Growing up, Friday nights were for snuggling down into sleeping bags next to my cousins to watch The Princess Bride. We would swoon over farmboy-turned-pirate Wesley with his sweeping blond hair, hide beneath the covers every time the Rodent of Unusual Size emerged from the fire swamp, and chant “My name is Inigo Montoya. You killed my father. Prepare to die!” through the final fight scene.
What I would have given to be Princess Buttercup…
As I grew older, I realized life is much different than fairy tales, yet I still found myself wanting to create heroes and villains within my own personal narrative. I wanted to separate people into their good-versus-evil boxes and keep them there. I thought that, surely, the world would be more palatable if good always triumphed and evil got what was coming to them.
But human people are not that simple, are they?
I recently read a book that talked about the “complexities and contradictions” we carry as people, and that phrase stuck with me.1 Not only do I love a little alliteration, but also, the idea that all of us hold a unique web of intricacies and sometimes competing characteristics rang true. How very unfairytale-like we can be.
Each of us is a unique amalgamation of complexities and contradictions.
No person is completely one thing. All good. All bad. No person is a caricature of their best or worst qualities. Rather, each of us have a million little layers that are less like an onion and more like a skein of yarn—all wrapped up and prone to tangling.
But that’s hard to remember in the day to day, when fellow parents cut you off in the school pickup line or the boss plops a pile of work on your desk at 4 p.m. on a Friday. How desperately we want to wield our virtuous swords or charge the castle.
What keeps me tender when I want to place people in us-versus-them boxes is to look inward and own the complexities and contradictions within myself. I remember how I am:
a mother who still needs her mom
an introvert who often gets lonely
a big feeler who grows suspicious of emotional experiences
a listener uncomfortable with silence
a rule-follower who resists rigidity
an adult who cannot figure out how to keep a clean house
And then I remind myself: If I can be all these things—complex and contradicting as they appear—then so can you.
One of my favorite characters in The Princess Bride is Miracle Max, who lives with this wife Hillary on the outskirts of the Thieves Forest. Once fired by the “king’s stinking son,” Max is a wounded healer who exhibits a measure of compassion, but he is also (self-admittedly) not prone to summoning pro bono miracles or above rooting through the pockets of patients who don’t quite make it. He desires a noble cause, but is not without his faults.
As much as I want to be Buttercup, I am coming to terms with the idea that I am a little more like Max. Not the hero. Not the villain. Just a person doing my best to make a way in the world. To find healing. To love my people. To put food on the table. To resist evil and lean toward hope in the best way I can.
grace + peace,
Sarah
A question for contemplation and conversation as we consider how to be a little more human together:
What are some of the complexities and contradictions you carry?
Geoffrey L. Cohen, Belonging: The Science of Creating Connection and Bridging Divides (United States: W. W. Norton, 2022).
🥴 this is all I got this Monday morn.
I consider myself an extrovert, but my main hobbies are all introverted hobbies!!!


Report every line of the records that includes the word "Teres".

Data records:
◇ ◇ ◇ ◇ ◇

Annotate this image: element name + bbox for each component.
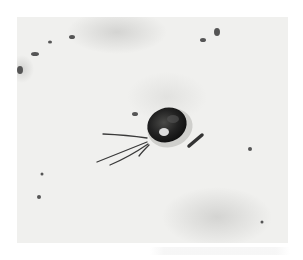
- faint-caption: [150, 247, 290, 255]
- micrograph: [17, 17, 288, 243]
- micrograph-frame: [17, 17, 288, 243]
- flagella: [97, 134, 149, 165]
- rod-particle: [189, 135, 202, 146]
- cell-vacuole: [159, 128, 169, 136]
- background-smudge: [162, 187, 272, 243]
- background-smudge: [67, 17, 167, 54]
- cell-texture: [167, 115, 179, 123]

◇ ◇ ◇ ◇ ◇

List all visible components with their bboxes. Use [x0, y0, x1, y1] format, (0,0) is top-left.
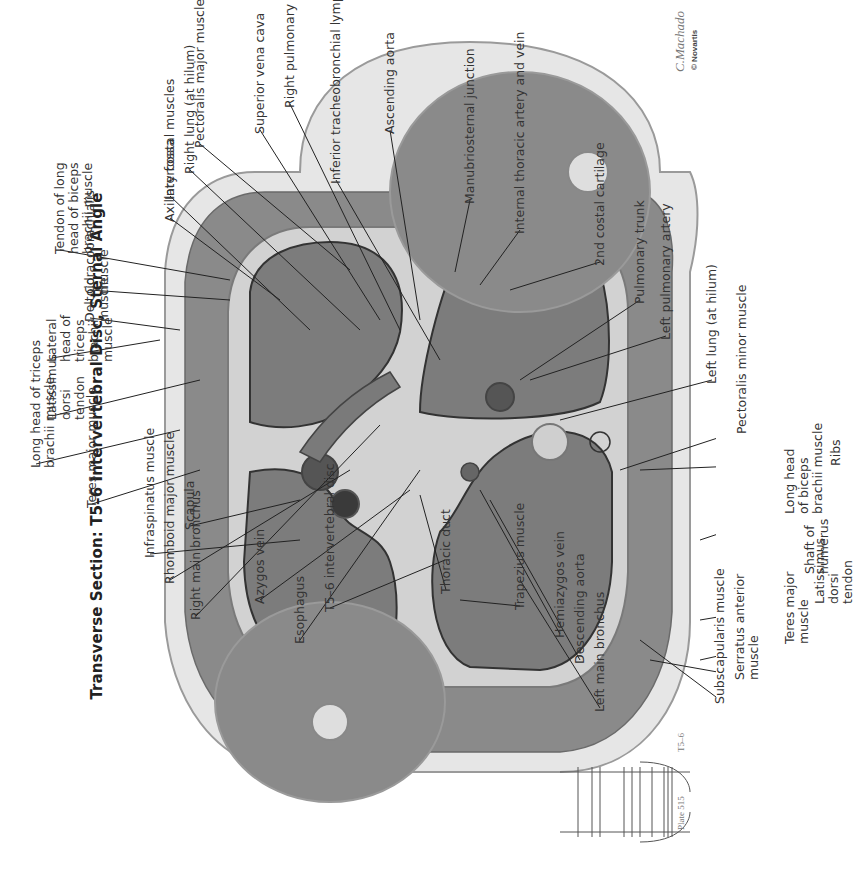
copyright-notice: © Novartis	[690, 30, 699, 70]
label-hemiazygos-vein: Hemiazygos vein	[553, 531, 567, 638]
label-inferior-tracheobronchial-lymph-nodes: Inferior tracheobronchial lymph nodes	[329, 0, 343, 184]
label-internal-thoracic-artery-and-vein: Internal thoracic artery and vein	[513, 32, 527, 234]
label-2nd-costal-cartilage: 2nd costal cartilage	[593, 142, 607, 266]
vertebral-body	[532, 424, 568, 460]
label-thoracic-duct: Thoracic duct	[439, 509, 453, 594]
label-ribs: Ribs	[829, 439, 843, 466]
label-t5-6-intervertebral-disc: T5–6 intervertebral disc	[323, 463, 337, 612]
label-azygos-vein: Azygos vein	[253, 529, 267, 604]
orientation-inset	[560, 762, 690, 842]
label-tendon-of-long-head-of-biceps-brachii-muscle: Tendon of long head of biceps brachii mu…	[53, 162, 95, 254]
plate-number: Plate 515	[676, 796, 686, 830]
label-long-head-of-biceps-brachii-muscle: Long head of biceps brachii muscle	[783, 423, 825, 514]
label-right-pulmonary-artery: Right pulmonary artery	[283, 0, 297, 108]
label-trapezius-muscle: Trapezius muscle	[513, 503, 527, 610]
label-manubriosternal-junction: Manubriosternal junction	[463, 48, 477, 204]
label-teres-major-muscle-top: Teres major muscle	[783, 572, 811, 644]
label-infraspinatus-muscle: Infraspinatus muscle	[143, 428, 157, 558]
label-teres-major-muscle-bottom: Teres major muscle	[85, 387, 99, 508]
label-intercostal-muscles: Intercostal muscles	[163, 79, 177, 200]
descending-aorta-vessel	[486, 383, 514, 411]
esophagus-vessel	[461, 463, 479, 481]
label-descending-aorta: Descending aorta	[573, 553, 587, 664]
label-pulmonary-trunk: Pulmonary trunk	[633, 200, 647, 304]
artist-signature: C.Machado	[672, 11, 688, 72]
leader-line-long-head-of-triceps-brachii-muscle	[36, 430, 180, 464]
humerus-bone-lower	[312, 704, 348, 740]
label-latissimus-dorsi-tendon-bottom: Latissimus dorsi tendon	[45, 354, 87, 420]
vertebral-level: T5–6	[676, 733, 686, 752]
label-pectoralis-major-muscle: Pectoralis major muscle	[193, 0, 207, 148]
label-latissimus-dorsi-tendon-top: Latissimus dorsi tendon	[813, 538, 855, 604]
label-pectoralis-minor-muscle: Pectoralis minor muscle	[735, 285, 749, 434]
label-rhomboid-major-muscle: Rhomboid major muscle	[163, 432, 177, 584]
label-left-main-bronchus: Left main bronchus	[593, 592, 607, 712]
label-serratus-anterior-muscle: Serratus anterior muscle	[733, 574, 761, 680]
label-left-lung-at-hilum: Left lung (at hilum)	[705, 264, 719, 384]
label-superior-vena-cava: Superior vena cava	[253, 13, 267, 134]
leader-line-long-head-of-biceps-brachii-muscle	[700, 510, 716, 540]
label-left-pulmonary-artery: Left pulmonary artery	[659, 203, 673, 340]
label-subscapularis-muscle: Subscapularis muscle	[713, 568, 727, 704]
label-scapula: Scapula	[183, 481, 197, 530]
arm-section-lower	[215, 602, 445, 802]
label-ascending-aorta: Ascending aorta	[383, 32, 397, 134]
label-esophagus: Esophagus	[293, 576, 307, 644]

◇ ◇ ◇ ◇ ◇

EXERCISE RESPONSE:
label-teres-major-muscle-top: Teres major muscle	[783, 572, 811, 644]
label-teres-major-muscle-bottom: Teres major muscle	[85, 387, 99, 508]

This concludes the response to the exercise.